Another useful preventative tool is to create a merge request template which forces the developer to list all of the new fields, groups, sections and sites that they have created along with the relevant handles. This then makes it easy for peer reviewers to scan the list in order to highlight any potentially dangerous names that might have been used.

Testing

I originally intended to write a little about how the testing that I've described here can be adjusted to be executed locally in response to file changes, but then P&T released a new testing framework.
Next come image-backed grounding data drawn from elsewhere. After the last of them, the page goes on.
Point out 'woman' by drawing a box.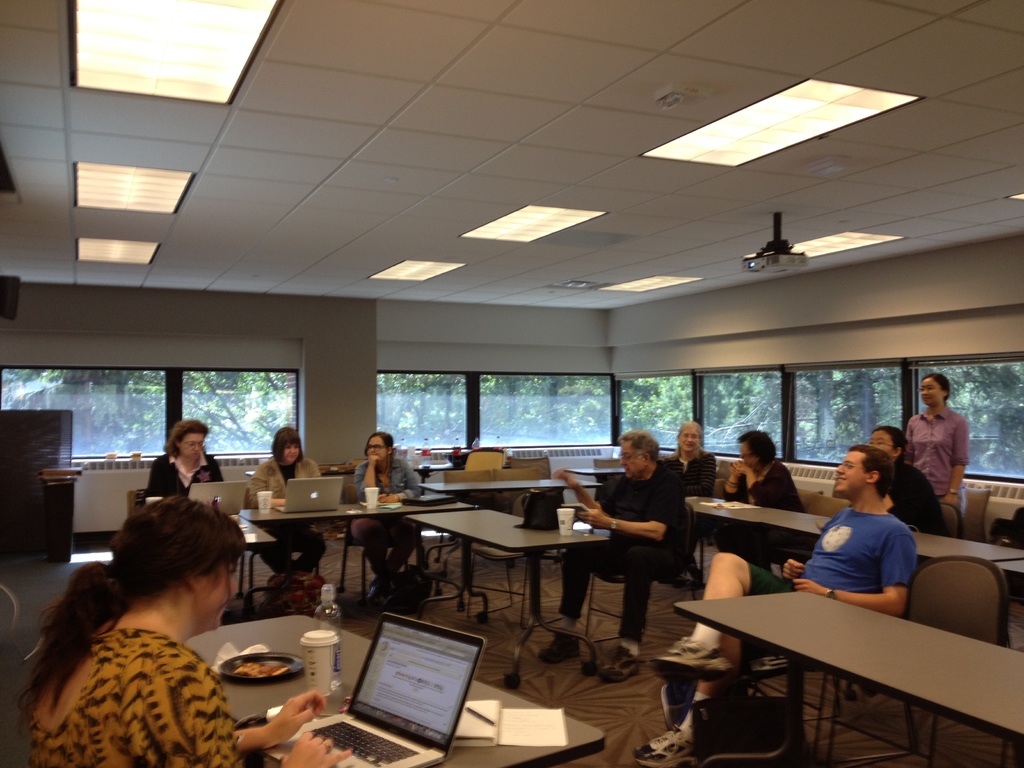
[x1=28, y1=495, x2=351, y2=767].
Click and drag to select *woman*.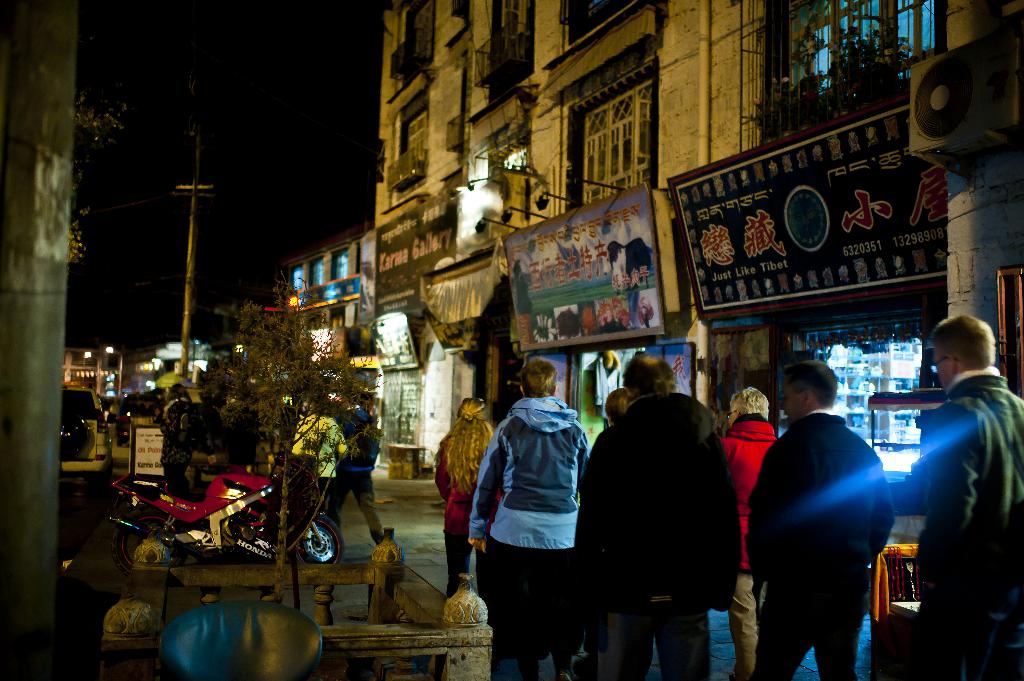
Selection: box(432, 396, 498, 600).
I'm going to be writing more about those new things soon and how that can link into the work we've done so far. Until then I'll just leave a few tips that I always try to abide by for multi-dev projects:

  • Make sure the tests running locally are the same as those running in CI and they are using a reproducible environment.
  • Make tests as quick and easy to execute as possible from a freshly checked out repo - if you make developers take extra steps to get tests working, they won't run the tests.
  • Ensure newly onboarded developers can add tests easily (in fact this is a great way to get new devs familiar with a project's codebase).

Dynamic Branch Deployments

As demonstrated in the earlier articles in this series it is relatively easy to use our CI pipeline to build new images for our project. There's no reason why we can't extend this functionality to work with our issue branches too. By updating our .gitlab-ci.yml file to tag our images with the name of the branch that is being built we can not only create one image per branch, we can also hook that up with a dynamic routing system in order to create on-demand preview links for each of our branches.

This is the system that I have set up for a couple of client websites. It allows me to create a new branch to build out a feature which automatically gets deployed on its own preview URL if its tests pass successfully.

What Next?

I've come to the end of the articles that I originally had planned for this series. Along the way several things have changed with Craft itself which have changed the way I work with it and the things I've ended up writing about. I'll be revisiting the previous articles over the next week to get those updated with new docker images and up-to-date config files so check back on those soon. I also plan on putting all of this information together into a git repo which you can use as a starting point for any new Craft projects if you wish.

I've got a few more Craft specific articles coming soon including how to run background tasks sensibly using docker, running Craft in Kubernetes and a nice little one on cache busting.